For White, increasing political engagement among the students is a significant focus moving forward.
“As we saw with the CRO report, there’s still low voter turnout, there’s still low engagement and while it’s nice for students to want to go to parties, we also want them to be engaged on the more political side and the more important aspects of the organization,” said White.
Without online voting, the report presented increased voter turnout as potentially troublesome given the resources currently available. “Should we have had even 7-10 per cent voter turnout it would have been beyond the capacity of election staff to count in a quick and efficient manner,” the report said. The SA’s 2017 spring election saw 1,362 ballots cast, a voter turnout of 6.54 per cent.
To help bolster the election services staff, the report recommended the hiring of a third deputy returning officer (DRO) or poll supervisor, provision of monthly Metropasses for the CRO and DROs and a lockable office and drawers.
In light of poster issues during the elections, detailed poster guidelines and the dispensing of approved tape to candidates were also covered in recommendations nine and 10, respectively.

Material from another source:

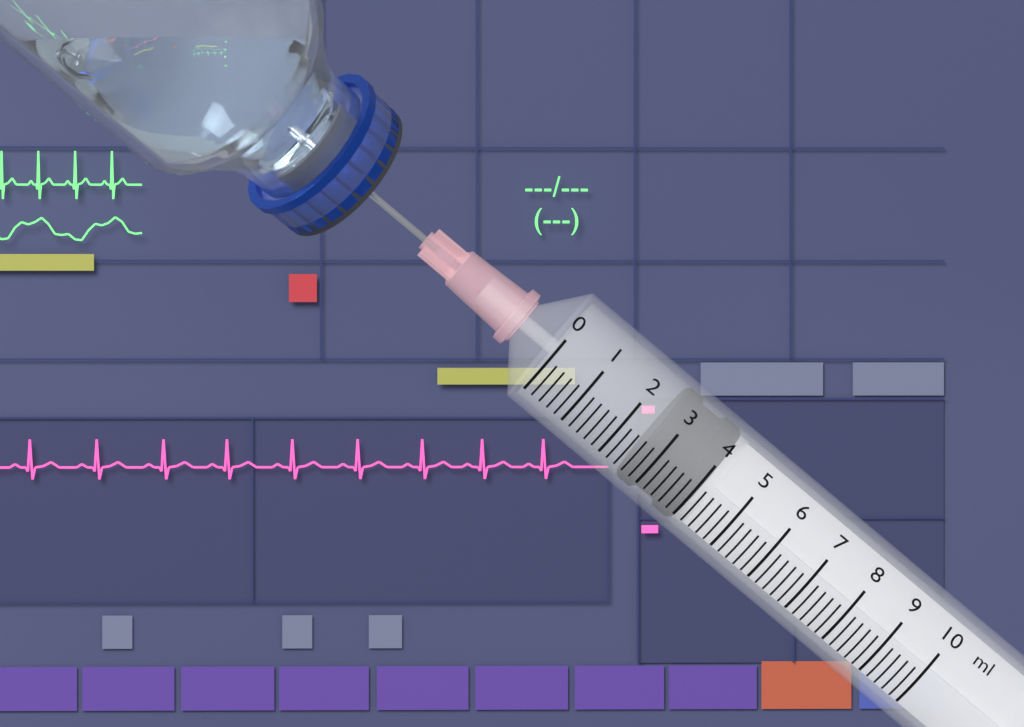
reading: 2.6 ml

The report’s final recommendation was put forward as its most pressing. Penned by DRO Daniel Gladstone, recommendation #18 presented, “a series of election-related bylaws and articles of a potential election code.”
Gladstone told those present that “the last revision to the bylaws cut out the vast majority of elections-related materials, and as we stand right now, there’s currently not enough in the bylaws to actually run an election.” The matter’s urgency was echoed at the meeting by Rosalyn Miller, equity and advocacy manager, as well as by Wilson after the fact.
“You’re going to have an election in the fall, you’re going to elect a lot of members in that fall election, and I definitely hope that they’re not going by the seat of their pants in that election and that there’s a comprehensive procedure laid out,” Wilson said.